Hormone-lowering treatment plus targeted immunotherapy for prostate cancer
Project 2: Androgen deprivation as an immune modulating therapy in combination with targeted immunotherapy of prostate cancer
This work combines hormone-lowering therapy with a vaccine that trains the immune system to attack prostate cancer cells for men with advanced prostate cancer.
Quick facts
| Grant type | NIH-funded research |
|---|---|
| Study type | NIH-funded research |
| Funding institution | University of Wisconsin-Madison NIH-funded |
| Lab location | 1 site (Madison, United States) |
| Project ID | NIH-11184189 on NIH RePORTER |
What this research studies
You would receive standard androgen-deprivation (hormone-lowering) therapy together with a DNA vaccine designed to teach your CD8 T cells to recognize the androgen receptor on prostate cancer cells. In lab and animal studies, lowering androgens increased androgen receptor expression on tumor cells and made them more visible to vaccine-activated T cells. An earlier phase I trial of this AR-targeted vaccine showed it was safe and produced immune responses in patients. The team aims to use this combination to slow progression and prolong the time before cancers become resistant to hormone therapy.
Who could benefit from this research
Good fit: Ideal candidates are men with advanced or metastatic prostate cancer who are receiving or eligible for androgen-deprivation (hormone-lowering) therapy and who can tolerate an immunotherapy regimen.

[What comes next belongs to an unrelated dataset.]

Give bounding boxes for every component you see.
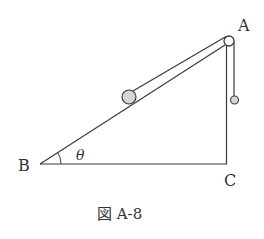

Not a fit: People without prostate cancer, those who cannot receive hormone therapy or immunotherapy, or those with medical conditions preventing participation are unlikely to benefit from this project.
Why it matters
Potential benefit: If successful, this approach could strengthen immune attack on prostate tumors and delay progression to castration-resistant disease.
How similar studies have performed: Early work showed tumor control in animal models and a phase I human trial of the AR LBD vaccine was safe and generated immune responses, though larger trials are still needed to prove clinical benefit.
Where this research is happening
Madison, United States
- University of Wisconsin-Madison — Madison, United States (Active)
Researchers
- Principal investigator: Mcneel, Douglas G. — University of Wisconsin-Madison
- Study coordinator: Mcneel, Douglas G.
About this research
- This is an active NIH-funded research project — typically early-stage science, not a clinical trial accepting patient enrollment.
- Some NIH-funded labs run parallel clinical studies or seek volunteers for related work. To check, contact the principal investigator or institution listed above.
- For full project details, budget, and progress reports, visit the official NIH RePORTER page below.